Is VPS worth the extra $'s and limited resources?
November 15, 2011 11:36 AM   Subscribe

Comparing VPS vs. Shared Server performance. Are there some ways to compare server performance on a couple of hosting accounts I have. I'm interested in seeing how much better the VPS account performs and then deciding if that's worth the extra monthly charge. Or the inverse: is the shared server account adequate.

Ultimately I'd be running a combination of static HTML website and OpenCart shopping on the shared account, or static HTML website on the shared and ShopSite cart software on the VPS account. Also looking to see if dropping the shared account altogether is something to consider.

Thanks,
chuck
posted by humboldt32 to Computers & Internet (5 answers total) 1 user marked this as a favorite
 
Yes it is something to consider. The kinds of things you are running for your site are not likely to be affected by better server performance. Both options are bound by external dependencies for your e-commerce functionality: Paypal or whatever is behind the OpenCart solution, or ShopSite in the other. OC will probably be the higher performance option in general, but it's a more fiddly approach since you'll have to integrate it yourself where I imagine ShopSite is a "upload pix and descriptions, then put buttons on your site" type operation.

For what it's worth, internet-store performance is never a problem for me as a customer, and the biggest frustration with everyday e-commerce sites is that they are organized so poorly using one-size-fits-all software. I've seen far too many Yahoo Stores type sites with categories containing 200 pages of items displayed in an unconfigurable 10 per page. That's when I go to Amazon.
posted by rhizome at 12:28 PM on November 15, 2011 [1 favorite]


Response by poster: Thanks for your feedback on the load estimates of my applications.

Both stores would be custom built with UX in mind. I'm pretty adept with the ShopSite custom templates at this point. I can handle the details and don't need plug-and-play type ease. So that's not really what I'm interested in looking at.

One thing, the VPS account has a paid-for ShopSite license. I'm reluctant to abandon this $500 value too quickly. But the additional monthly cost and limited disk space compared to the Shared Server will be a concern to my client.

I would like to look at some empirical data so that I could judge the value of paying for the VPS.
posted by humboldt32 at 3:01 PM on November 15, 2011


Do you have a site at all anywhere? Or is this all guessing WRT how popular your site may become at some point to be determined in the future?

If you're on a shared host now, benchmark your site. Is it OK? Then don't spend more money. If it isn't, see what code optimization will get you. You might just need more CPU or more RAM or less IO contention. Upgrade your shared plan if it will give you more of what you need. If not, then get a VPS, copy over everything, optimize your web and database servers' configs and benchmark it. Is it better? Keep stepping up VPS plans until you're cool. If you're still in need for more, then you've outgrown a VPS and need to move to colo'ed servers.

As for data, I've posted this several times before: VPS comparison at uggedal.com. How these compare to the billion shared hosts out there is anyone's guess.

Are you asking "what technical tools exist to compare hosts that I have accounts with" or "do I need a VPS"?
posted by Brian Puccio at 5:44 PM on November 15, 2011


Response by poster: Sorry to not be clear. Yes, "what technical tools exist to compare hosts that I have accounts with"? I'm looking for tools and how-to's for doing the benchmarking.

It's just that I have this unused VPS account with licensed software and I'm not sure if it's worth hanging on to it. That, or eat the license and go with shared hosting and opensource cart software.

I appreciate your reply.
posted by humboldt32 at 5:56 PM on November 15, 2011


Another consideration is that shared hosting isn't terribly secure. It has probably gotten better, but several years ago I saw situations where you could access files on another web site if you knew the right path. There are VPS solutions as cheap as $30 out there and the good providers make it easier to scale up when you need it.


• **Brief**
You are asked to filter the data below and copy every line holding "diagram".

Data records
★ ★ ★ ★ ★

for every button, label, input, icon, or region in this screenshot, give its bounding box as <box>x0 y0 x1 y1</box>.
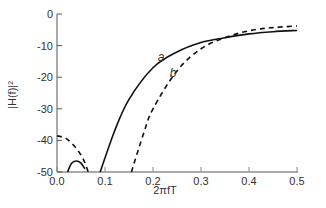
frequency-response-chart: 0-10-20-30-40-50 0.00.10.20.30.40.5 ab 2… <box>0 0 326 208</box>
curve-b <box>131 26 297 172</box>
x-tick-label: 0.5 <box>289 175 304 187</box>
x-axis-label: 2πfT <box>153 184 177 196</box>
y-tick-label: -40 <box>37 134 53 146</box>
series <box>57 26 297 172</box>
x-tick-label: 0.3 <box>193 175 208 187</box>
y-axis-label: |H(f)|² <box>6 81 18 109</box>
y-tick-label: -30 <box>37 103 53 115</box>
curve-label-b: b <box>170 66 177 80</box>
x-tick-label: 0.0 <box>49 175 64 187</box>
y-tick-label: 0 <box>47 8 53 20</box>
y-tick-label: -20 <box>37 71 53 83</box>
curve-a <box>68 161 85 172</box>
y-ticks: 0-10-20-30-40-50 <box>37 8 62 178</box>
x-tick-label: 0.4 <box>241 175 256 187</box>
curve-a <box>100 30 297 172</box>
y-tick-label: -10 <box>37 40 53 52</box>
x-tick-label: 0.1 <box>97 175 112 187</box>
curve-labels: ab <box>158 50 177 80</box>
curve-label-a: a <box>158 50 165 64</box>
axes <box>57 14 298 172</box>
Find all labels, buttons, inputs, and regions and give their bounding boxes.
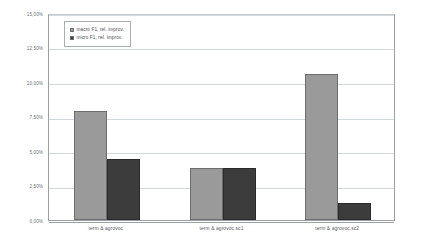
legend-swatch-icon-macro xyxy=(70,28,74,32)
y-axis-tick-label: 5,00% xyxy=(3,150,43,155)
x-axis-tick-label: term & agrovoc.sc1 xyxy=(162,226,282,232)
x-axis-tick-label: term & agrovoc xyxy=(46,226,166,232)
legend-swatch-icon-micro xyxy=(70,36,74,40)
y-axis-tick-label: 10,00% xyxy=(3,81,43,86)
bar-micro-f1 xyxy=(338,203,371,220)
y-axis-tick-label: 7,50% xyxy=(3,115,43,120)
legend-label-macro: macro F1, rel. improv. xyxy=(77,27,124,33)
legend-item-macro-f1: macro F1, rel. improv. xyxy=(70,26,124,34)
x-axis-tick-label: term & agrovoc.sc2 xyxy=(277,226,397,232)
y-axis-tick-label: 12,50% xyxy=(3,46,43,51)
legend-item-micro-f1: micro F1, rel. improv. xyxy=(70,34,124,42)
y-axis-tick-label: 15,00% xyxy=(3,12,43,17)
y-axis-tick-label: 2,50% xyxy=(3,184,43,189)
y-axis-tick-label: 0,00% xyxy=(3,219,43,224)
gridline xyxy=(49,222,394,223)
chart-legend: macro F1, rel. improv. micro F1, rel. im… xyxy=(64,21,131,47)
bar-macro-f1 xyxy=(305,74,338,220)
bar-chart: macro F1, rel. improv. micro F1, rel. im… xyxy=(0,0,423,248)
legend-label-micro: micro F1, rel. improv. xyxy=(77,35,123,41)
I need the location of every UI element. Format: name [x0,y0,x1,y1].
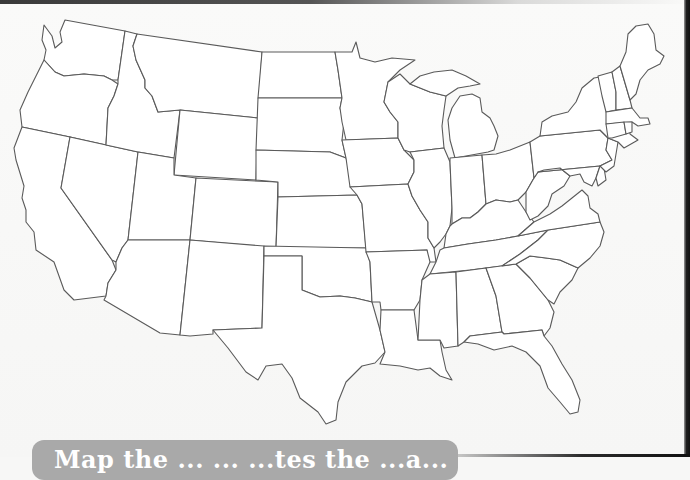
page-right-edge [684,0,690,457]
page-bottom-edge [420,454,690,457]
caption-banner: Map the ... ... ...tes the ...a... [32,440,458,480]
state-kansas[interactable] [276,195,366,248]
state-florida[interactable] [464,330,580,414]
state-mississippi[interactable] [418,272,458,348]
state-wyoming[interactable] [174,110,258,180]
state-south-dakota[interactable] [256,98,346,158]
state-rhode-island[interactable] [624,122,632,134]
state-north-dakota[interactable] [258,52,342,98]
state-maine[interactable] [620,24,664,100]
state-colorado[interactable] [190,178,278,248]
state-new-mexico[interactable] [180,240,264,336]
caption-text: Map the ... ... ...tes the ...a... [54,445,448,474]
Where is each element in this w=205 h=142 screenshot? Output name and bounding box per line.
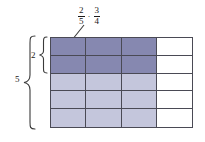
grid-cell-r3-c1	[51, 74, 86, 92]
grid-cell-r5-c3	[122, 109, 157, 127]
grid-cell-r3-c3	[122, 74, 157, 92]
brace-inner-2	[38, 36, 48, 74]
multiplication-dot-icon: ·	[88, 12, 91, 21]
grid-cell-r5-c2	[86, 109, 121, 127]
grid-cell-r1-c4	[157, 38, 192, 56]
grid-cell-r1-c2	[86, 38, 121, 56]
fraction-denominator: 4	[94, 17, 101, 27]
area-model-grid-wrapper	[50, 37, 193, 128]
grid-cell-r5-c1	[51, 109, 86, 127]
grid-cell-r3-c4	[157, 74, 192, 92]
brace-label-2: 2	[31, 51, 36, 60]
grid-cell-r4-c2	[86, 91, 121, 109]
grid-cell-r4-c4	[157, 91, 192, 109]
grid-cell-r2-c3	[122, 56, 157, 74]
fraction-numerator: 3	[94, 6, 101, 17]
grid-cell-r3-c2	[86, 74, 121, 92]
fraction-three-fourths: 3 4	[94, 6, 101, 26]
brace-label-5: 5	[15, 75, 20, 84]
fraction-two-fifths: 2 5	[78, 6, 85, 26]
fraction-denominator: 5	[78, 17, 85, 27]
grid-cell-r2-c2	[86, 56, 121, 74]
grid-cell-r2-c4	[157, 56, 192, 74]
grid-cell-r4-c1	[51, 91, 86, 109]
grid-cell-r4-c3	[122, 91, 157, 109]
grid-cell-r1-c1	[51, 38, 86, 56]
expression-label: 2 5 · 3 4	[78, 6, 100, 26]
grid-cell-r5-c4	[157, 109, 192, 127]
fraction-numerator: 2	[78, 6, 85, 17]
grid-cell-r1-c3	[122, 38, 157, 56]
grid-cell-r2-c1	[51, 56, 86, 74]
area-model-grid	[50, 37, 193, 128]
figure-canvas: 2 5 · 3 4 5 2	[0, 0, 205, 142]
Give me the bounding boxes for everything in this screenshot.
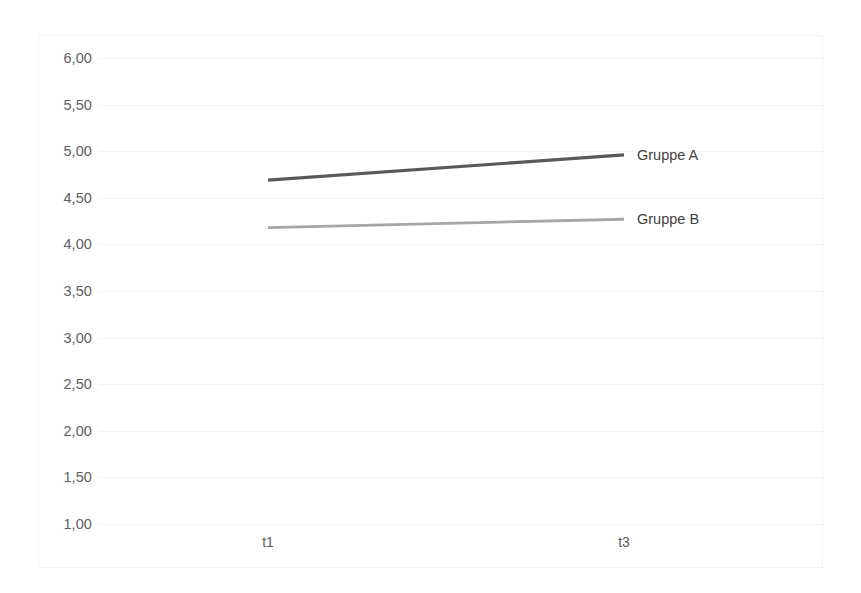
series-label: Gruppe B — [637, 211, 699, 227]
y-axis-tick-label: 2,00 — [34, 423, 92, 439]
y-axis-tick-label: 5,50 — [34, 97, 92, 113]
x-axis-tick-label: t1 — [262, 534, 274, 550]
series-lines — [100, 58, 823, 524]
y-axis-tick-label: 3,50 — [34, 283, 92, 299]
y-axis-tick-label: 6,00 — [34, 50, 92, 66]
y-axis-tick-label: 4,50 — [34, 190, 92, 206]
gridline — [100, 524, 823, 525]
series-label: Gruppe A — [637, 147, 698, 163]
y-axis-tick-label: 4,00 — [34, 236, 92, 252]
y-axis-tick-label: 2,50 — [34, 376, 92, 392]
y-axis-tick-label: 1,50 — [34, 469, 92, 485]
chart-container: 6,005,505,004,504,003,503,002,502,001,50… — [0, 0, 861, 593]
y-axis-tick-label: 1,00 — [34, 516, 92, 532]
series-line — [268, 219, 624, 227]
series-line — [268, 155, 624, 180]
y-axis-tick-label: 3,00 — [34, 330, 92, 346]
y-axis-tick-label: 5,00 — [34, 143, 92, 159]
plot-area — [100, 58, 823, 524]
x-axis-tick-label: t3 — [618, 534, 630, 550]
y-axis: 6,005,505,004,504,003,503,002,502,001,50… — [34, 58, 92, 524]
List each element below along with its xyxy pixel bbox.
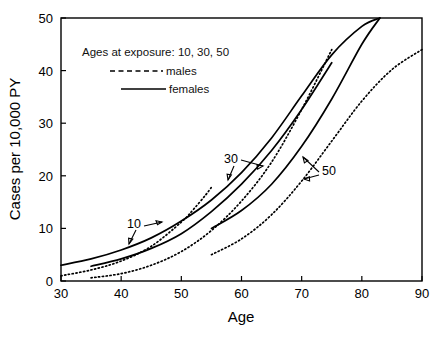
y-tick-label: 50 xyxy=(39,11,53,26)
chart-canvas: 30405060708090 01020304050 Age Cases per… xyxy=(0,0,442,338)
series-curve-females-age-50 xyxy=(211,18,379,228)
series-curve-males-age-10 xyxy=(61,187,211,275)
y-axis-ticks: 01020304050 xyxy=(39,11,66,289)
y-tick-label: 10 xyxy=(39,221,53,236)
annotation-30-label: 30 xyxy=(224,152,238,166)
series-curve-males-age-30 xyxy=(91,50,332,278)
chart-figure: 30405060708090 01020304050 Age Cases per… xyxy=(0,0,442,338)
annotation-50-label: 50 xyxy=(322,164,336,178)
x-tick-label: 50 xyxy=(174,286,188,301)
y-tick-label: 30 xyxy=(39,116,53,131)
y-tick-label: 20 xyxy=(39,169,53,184)
legend-title: Ages at exposure: 10, 30, 50 xyxy=(82,46,229,58)
series-curve-females-age-30 xyxy=(91,63,332,267)
x-tick-label: 90 xyxy=(415,286,429,301)
x-axis-title: Age xyxy=(228,308,255,325)
x-tick-label: 80 xyxy=(355,286,369,301)
x-tick-label: 30 xyxy=(54,286,68,301)
x-tick-label: 60 xyxy=(234,286,248,301)
x-tick-label: 70 xyxy=(294,286,308,301)
y-tick-label: 0 xyxy=(46,274,53,289)
y-tick-label: 40 xyxy=(39,64,53,79)
legend-label-females: females xyxy=(169,83,210,95)
chart-legend: Ages at exposure: 10, 30, 50 males femal… xyxy=(82,46,229,95)
legend-label-males: males xyxy=(166,65,197,77)
annotation-10: 10 xyxy=(127,217,162,244)
x-tick-label: 40 xyxy=(114,286,128,301)
y-axis-title: Cases per 10,000 PY xyxy=(6,78,23,221)
annotation-10-label: 10 xyxy=(127,217,141,231)
annotation-50: 50 xyxy=(303,157,336,181)
x-axis-ticks: 30405060708090 xyxy=(54,276,429,301)
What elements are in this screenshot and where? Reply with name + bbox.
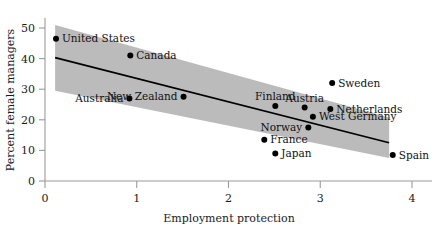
y-tick-label: 50 — [21, 22, 35, 35]
x-tick-label: 4 — [409, 192, 416, 205]
scatter-chart-root: 01020304050 01234 United StatesCanadaAus… — [0, 0, 440, 232]
data-point-label: Canada — [136, 49, 176, 61]
data-point-marker — [261, 137, 267, 143]
data-point: West Germany — [310, 110, 397, 122]
x-axis-title: Employment protection — [163, 212, 294, 225]
data-point-label: France — [270, 133, 307, 145]
data-point: Spain — [390, 149, 430, 161]
data-point-marker — [302, 105, 308, 111]
data-point-marker — [310, 114, 316, 120]
data-point-label: Sweden — [338, 77, 380, 89]
data-point: New Zealand — [107, 90, 187, 102]
data-point-marker — [181, 94, 187, 100]
data-point-marker — [272, 150, 278, 156]
x-tick-label: 2 — [225, 192, 232, 205]
data-point-marker — [53, 36, 59, 42]
data-point-marker — [305, 124, 311, 130]
y-tick-label: 0 — [28, 175, 35, 188]
y-tick-group: 01020304050 — [21, 22, 45, 188]
data-point: Sweden — [329, 77, 380, 89]
data-point-label: United States — [62, 32, 135, 44]
data-point-marker — [272, 103, 278, 109]
data-point: France — [261, 133, 307, 145]
data-point: Japan — [272, 147, 311, 159]
x-tick-label: 1 — [133, 192, 140, 205]
y-tick-label: 30 — [21, 83, 35, 96]
data-point-marker — [329, 80, 335, 86]
y-tick-label: 10 — [21, 144, 35, 157]
data-point-marker — [127, 53, 133, 59]
chart-svg: 01020304050 01234 United StatesCanadaAus… — [0, 0, 440, 232]
data-point-label: Japan — [280, 147, 311, 159]
x-tick-label: 3 — [317, 192, 324, 205]
x-tick-group: 01234 — [42, 181, 416, 205]
data-point-label: Spain — [399, 149, 430, 161]
data-point: United States — [53, 32, 135, 44]
data-point-marker — [390, 152, 396, 158]
y-tick-label: 40 — [21, 53, 35, 66]
x-tick-label: 0 — [42, 192, 49, 205]
data-point-label: West Germany — [319, 110, 397, 122]
y-axis-title: Percent female managers — [4, 28, 17, 171]
y-tick-label: 20 — [21, 114, 35, 127]
data-point-label: Austria — [284, 92, 324, 104]
data-point-label: New Zealand — [107, 90, 178, 102]
data-point-label: Norway — [261, 121, 303, 133]
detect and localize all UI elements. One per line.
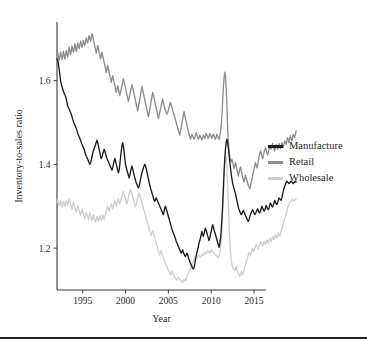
x-axis: 19952000200520102015 Year (57, 290, 266, 324)
y-tick-group: 1.21.41.6 (39, 76, 57, 254)
x-tick-group: 19952000200520102015 (73, 290, 264, 306)
legend-item-manufacture[interactable]: Manufacture (268, 139, 367, 154)
y-tick-label: 1.6 (39, 76, 51, 86)
legend-label-wholesale: Wholesale (289, 173, 333, 184)
legend-swatch-retail (268, 161, 283, 164)
x-axis-title: Year (152, 313, 171, 324)
series-line-wholesale (57, 156, 296, 282)
y-axis: 1.21.41.6 Inventory-to-sales ratio (13, 22, 57, 290)
y-axis-title: Inventory-to-sales ratio (13, 109, 24, 203)
y-tick-label: 1.4 (39, 160, 51, 170)
x-tick-label: 2005 (159, 296, 178, 306)
x-tick-label: 2000 (116, 296, 135, 306)
legend-label-retail: Retail (289, 157, 314, 168)
series-line-retail (57, 34, 296, 189)
legend-item-retail[interactable]: Retail (268, 155, 367, 170)
footer-rule (0, 337, 367, 339)
series-group (57, 34, 296, 283)
x-tick-label: 2015 (245, 296, 264, 306)
legend-swatch-wholesale (268, 177, 283, 180)
series-line-manufacture (57, 59, 296, 269)
legend-swatch-manufacture (268, 145, 283, 148)
y-tick-label: 1.2 (39, 244, 51, 254)
x-tick-label: 2010 (202, 296, 221, 306)
legend-label-manufacture: Manufacture (289, 141, 343, 152)
chart-legend: Manufacture Retail Wholesale (268, 139, 367, 187)
legend-item-wholesale[interactable]: Wholesale (268, 171, 367, 186)
chart-figure: 1.21.41.6 Inventory-to-sales ratio 19952… (0, 0, 367, 351)
x-tick-label: 1995 (73, 296, 92, 306)
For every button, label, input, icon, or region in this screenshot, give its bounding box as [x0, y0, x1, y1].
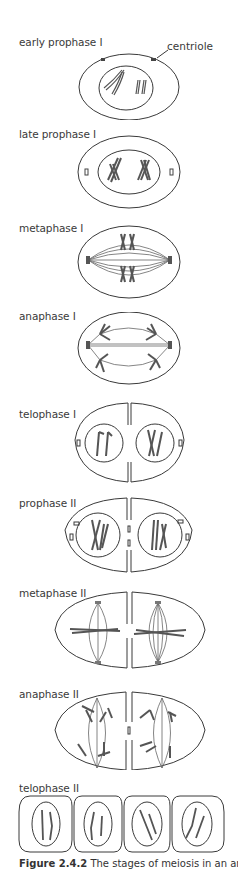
- diagram-metaphase-2: [0, 590, 238, 670]
- diagram-anaphase-1: [0, 312, 238, 402]
- diagram-early-prophase-1: [0, 40, 238, 120]
- diagram-anaphase-2: [0, 690, 238, 770]
- diagram-telophase-2: [0, 794, 238, 854]
- diagram-metaphase-1: [0, 225, 238, 310]
- figure-caption-label: Figure 2.4.2: [19, 858, 87, 869]
- diagram-late-prophase-1: [0, 130, 238, 210]
- figure-caption: Figure 2.4.2 The stages of meiosis in an…: [19, 858, 238, 869]
- figure-caption-text: The stages of meiosis in an animal c: [90, 858, 238, 869]
- stage-label-telophase-2: telophase II: [19, 782, 79, 794]
- diagram-prophase-2: [0, 495, 238, 575]
- diagram-telophase-1: [0, 400, 238, 485]
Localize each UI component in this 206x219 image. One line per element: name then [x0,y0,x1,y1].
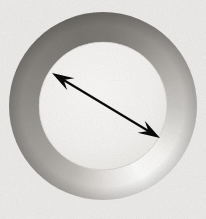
figure-root: Annulus with inner-diameter arrow A grey… [0,0,206,219]
annulus-diagram [0,0,206,219]
ring-inner-hole [39,42,167,170]
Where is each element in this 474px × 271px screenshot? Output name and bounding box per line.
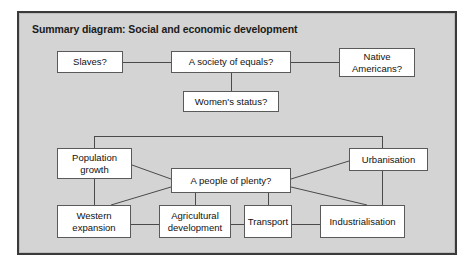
node-population-growth[interactable]: Populationgrowth <box>57 148 132 179</box>
node-transport[interactable]: Transport <box>244 205 292 238</box>
node-transport-label: Transport <box>248 216 288 228</box>
node-native-americans-label: NativeAmericans? <box>352 51 402 74</box>
node-slaves[interactable]: Slaves? <box>57 51 123 73</box>
node-society-of-equals-label: A society of equals? <box>189 56 274 68</box>
node-society-of-equals[interactable]: A society of equals? <box>171 51 291 73</box>
node-western-expansion[interactable]: Westernexpansion <box>57 205 131 238</box>
node-womens-status-label: Women's status? <box>195 96 267 108</box>
node-native-americans[interactable]: NativeAmericans? <box>339 48 415 77</box>
node-western-expansion-label: Westernexpansion <box>72 210 115 233</box>
edge-plenty-industrial <box>291 187 367 205</box>
node-agricultural-development-label: Agriculturaldevelopment <box>168 210 222 233</box>
edge-population-plenty <box>132 165 171 179</box>
node-population-growth-label: Populationgrowth <box>72 152 117 175</box>
node-slaves-label: Slaves? <box>73 56 107 68</box>
node-people-of-plenty-label: A people of plenty? <box>191 175 272 187</box>
node-urbanisation-label: Urbanisation <box>362 154 415 166</box>
diagram-panel: Summary diagram: Social and economic dev… <box>17 11 457 255</box>
node-industrialisation-label: Industrialisation <box>329 216 395 228</box>
diagram-canvas: Summary diagram: Social and economic dev… <box>0 0 474 271</box>
edge-population-urbanisation <box>94 136 382 148</box>
node-womens-status[interactable]: Women's status? <box>183 91 279 112</box>
edge-plenty-urbanisation <box>291 161 349 179</box>
node-urbanisation[interactable]: Urbanisation <box>349 148 428 171</box>
node-people-of-plenty[interactable]: A people of plenty? <box>171 168 291 193</box>
node-agricultural-development[interactable]: Agriculturaldevelopment <box>159 205 231 238</box>
edge-plenty-western <box>111 187 171 205</box>
node-industrialisation[interactable]: Industrialisation <box>320 205 405 238</box>
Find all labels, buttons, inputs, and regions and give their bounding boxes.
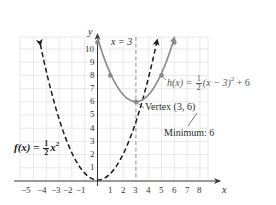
x-tick: 3 — [133, 186, 138, 195]
h-label-leader — [163, 77, 166, 80]
x-tick: 1 — [108, 186, 113, 195]
x-tick: −3 — [51, 186, 61, 195]
graph-canvas — [0, 0, 276, 205]
h-equation-label: h(x) = 12(x − 3)2 + 6 — [167, 75, 250, 92]
y-tick: 9 — [90, 58, 95, 67]
y-tick: 3 — [90, 137, 95, 146]
x-tick: −1 — [76, 186, 86, 195]
x-tick: 5 — [159, 186, 164, 195]
f-frac-den: 2 — [43, 149, 49, 157]
x-axis-label: x — [222, 185, 226, 195]
x-tick: 2 — [121, 186, 126, 195]
x-tick: 8 — [197, 186, 202, 195]
x-tick: 6 — [172, 186, 177, 195]
x-tick: 7 — [185, 186, 190, 195]
y-tick: 1 — [90, 163, 95, 172]
h-label-name: h(x) = — [167, 77, 195, 88]
y-axis-label: y — [88, 27, 92, 37]
h-label-body: (x − 3) — [203, 77, 231, 88]
f-equation-label: f(x) = 12x2 — [14, 140, 59, 157]
y-tick: 2 — [90, 150, 95, 159]
y-tick: 7 — [90, 84, 95, 93]
vertex-label: Vertex (3, 6) — [145, 102, 195, 112]
f-label-exp: 2 — [56, 140, 60, 148]
x-tick: −5 — [21, 186, 31, 195]
x-tick: −4 — [37, 186, 47, 195]
y-tick: 5 — [90, 110, 95, 119]
h-frac-den: 2 — [196, 84, 202, 92]
y-tick: 4 — [90, 124, 95, 133]
axis-of-symmetry-label: x = 3 — [110, 37, 133, 47]
f-label-fraction: 12 — [43, 140, 49, 157]
x-tick: −2 — [63, 186, 73, 195]
x-tick: 4 — [146, 186, 151, 195]
y-tick: 10 — [85, 45, 94, 54]
h-label-tail: + 6 — [234, 77, 250, 88]
minimum-label: Minimum: 6 — [164, 128, 214, 138]
y-tick: 6 — [90, 97, 95, 106]
f-label-name: f(x) = — [14, 141, 42, 153]
f-curve — [40, 41, 157, 181]
y-tick: 8 — [90, 71, 95, 80]
h-label-fraction: 12 — [196, 75, 202, 92]
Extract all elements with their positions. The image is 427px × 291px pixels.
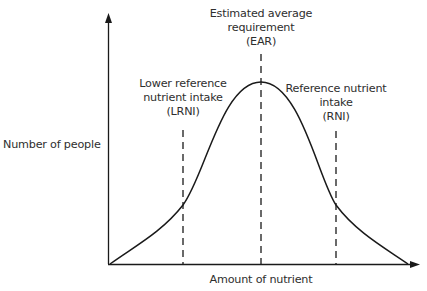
lrni-label-line-2: nutrient intake (130, 91, 236, 105)
ear-label-line-1: Estimated average (206, 7, 316, 21)
y-axis-label: Number of people (3, 138, 103, 152)
ear-label-line-2: requirement (206, 21, 316, 35)
x-axis-arrow-icon (410, 261, 420, 268)
x-axis-label: Amount of nutrient (201, 273, 321, 287)
ear-label-line-3: (EAR) (206, 35, 316, 49)
lrni-label-line-1: Lower reference (130, 77, 236, 91)
rni-label-line-1: Reference nutrient (280, 82, 392, 96)
ear-label: Estimated average requirement (EAR) (206, 7, 316, 49)
rni-label: Reference nutrient intake (RNI) (280, 82, 392, 124)
lrni-label-line-3: (LRNI) (130, 105, 236, 119)
lrni-label: Lower reference nutrient intake (LRNI) (130, 77, 236, 119)
y-axis-arrow-icon (105, 13, 112, 23)
rni-label-line-2: intake (280, 96, 392, 110)
rni-label-line-3: (RNI) (280, 110, 392, 124)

★ ★ ★ ★ ★

• **Solution for this task**
- diagram-metaphase-2: [0, 590, 238, 670]
- diagram-anaphase-1: [0, 312, 238, 402]
- diagram-early-prophase-1: [0, 40, 238, 120]
- diagram-anaphase-2: [0, 690, 238, 770]
- diagram-telophase-2: [0, 794, 238, 854]
- diagram-metaphase-1: [0, 225, 238, 310]
- diagram-late-prophase-1: [0, 130, 238, 210]
- diagram-prophase-2: [0, 495, 238, 575]
- diagram-telophase-1: [0, 400, 238, 485]
annulus-diagram [0,0,206,219]
diagram-panel: Summary diagram: Social and economic dev… <box>17 11 457 255</box>
diagram-canvas: Summary diagram: Social and economic dev… <box>0 0 474 271</box>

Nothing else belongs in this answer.